AARP Hearing Center
Overall, cancer deaths have declined year over year in the United States, but the disease remains a major killer among men and women — second only to heart disease. The latest projections from the American Cancer Society (ACS) estimate 609,820 cancer deaths in 2023 — roughly the population of Baltimore — or 1,670 per day.
Lung cancer continues to top the list of cancer deaths for men and women. It is expected to claim 127,070 lives in 2023, nearly 2.5 times more than the number two killer — colorectal cancer, according to estimates from “Cancer Statistics, 2023” in the American Cancer Society’s (ACS) journal CA: A Cancer Journal for Clinicians.

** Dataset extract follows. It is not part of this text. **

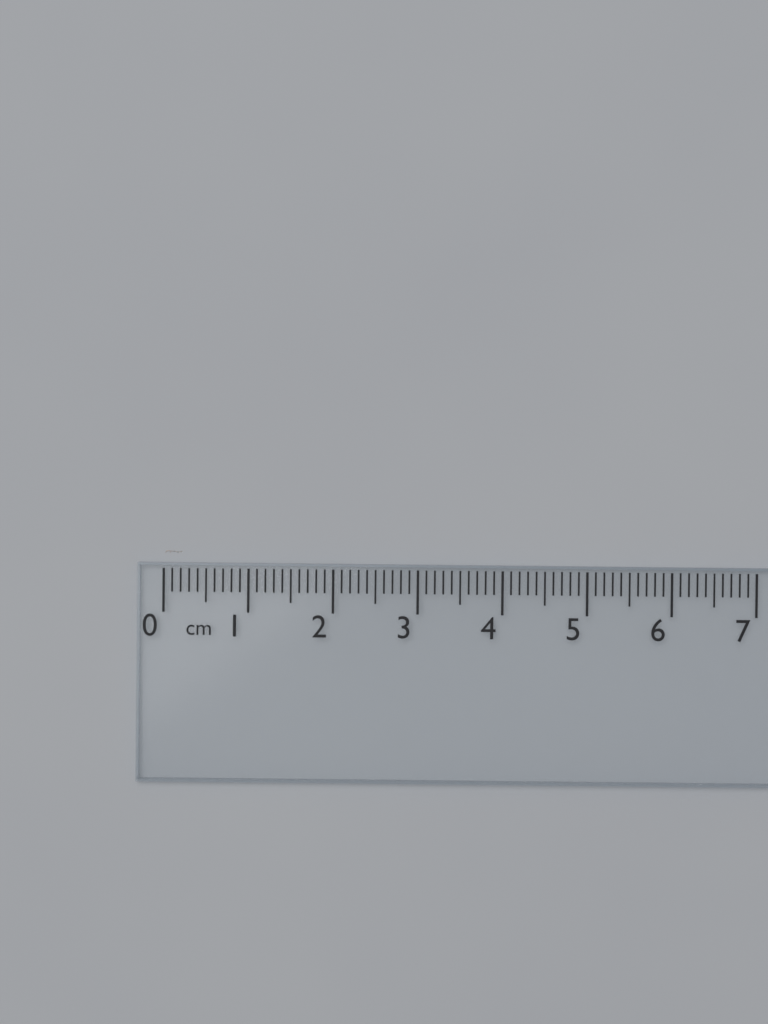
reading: 0.2 cm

For men, the five cancers causing the most deaths are cancers of the lung, prostate, colon, pancreas and liver. For women, the most common cancer deaths are from lung, breast, colon, pancreas and ovarian cancers. Early detection through screenings and improved treatments helped reduce the cancer death rate, the ACS says, but the largest factor has been a decrease in cigarette smokers in the United States. Still, smoking accounts for about 8 of 10 lung cancer deaths, according to the ACS report.
Hope and fear
Since peaking in 1991, cancer death rates have fallen 33 percent, averting an estimated 3.8 million deaths, according to the report that is available in a PDF format, Cancer Facts & Figures 2023, and on the Cancer Statistics Center, an interactive website.
Among the promising findings, ACS found that from 2012 through 2019, there has been a 65 percent reduction in cervical cancer rates among younger women that correlates with the introduction of the human papillomavirus (HPV) vaccine. Nearly all cervical cancers are caused by HPV, a group of more than 200 related viruses. Getting the HPV vaccine could protect against more than 90 percent of the cancers caused by the virus, according to the National Institutes of Health.
“The large drop in cervical cancer incidence is extremely exciting because this is the first group of women to receive the HPV vaccine, and it probably foreshadows steep reductions in other HPV-associated cancers,” Rebecca Siegel, senior scientific director of surveillance research at the ACS and the lead author of the report, said in a statement.
More worrisome was that after two decades of decline, the death rate for prostate cancer increased 3 percent per year from 2014 through 2019. ACS suggests the disease is not being caught as early as it should.